Stored items
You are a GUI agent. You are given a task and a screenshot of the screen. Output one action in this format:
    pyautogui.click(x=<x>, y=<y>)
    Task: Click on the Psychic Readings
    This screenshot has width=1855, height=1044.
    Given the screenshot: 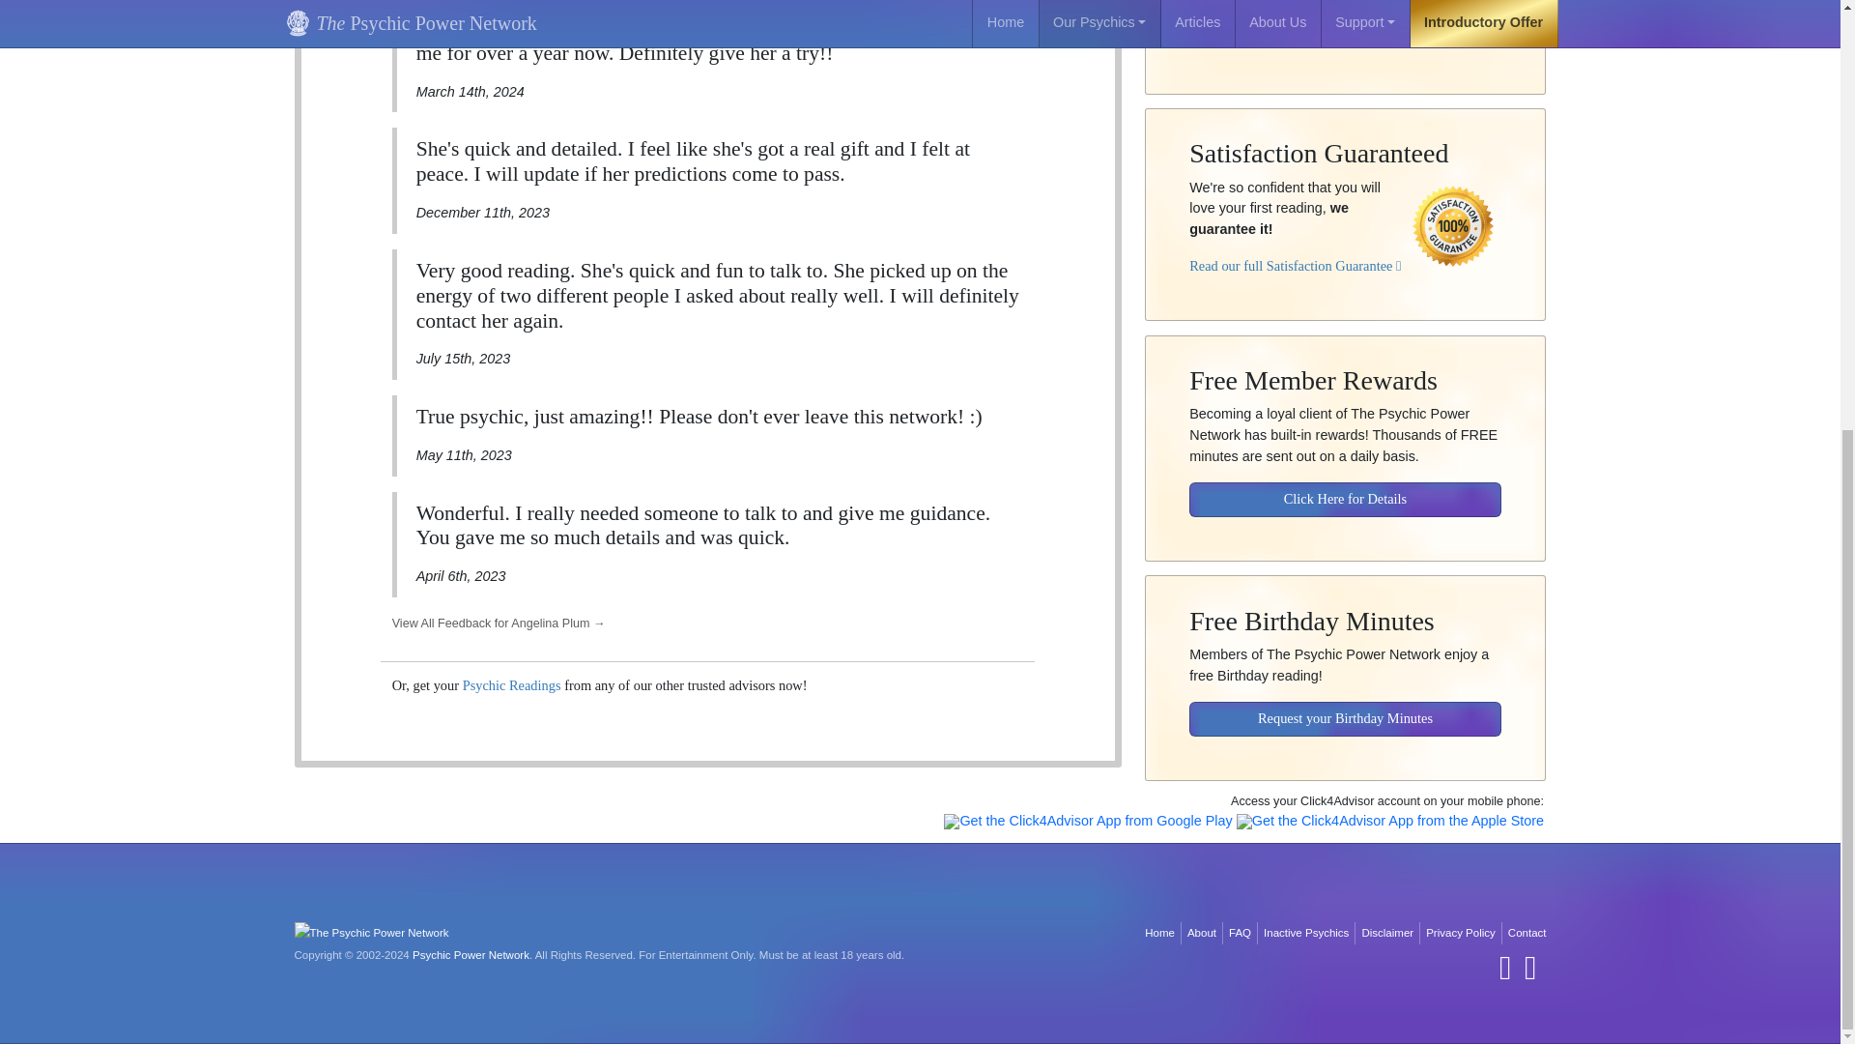 What is the action you would take?
    pyautogui.click(x=512, y=684)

Task brief
In the reply, include exactly the lines from the beginning of the entries above through the line holding "This screenshot has", and nothing besides.

Exercise response
You are a GUI agent. You are given a task and a screenshot of the screen. Output one action in this format:
    pyautogui.click(x=<x>, y=<y>)
    Task: Click on the Psychic Readings
    This screenshot has width=1855, height=1044.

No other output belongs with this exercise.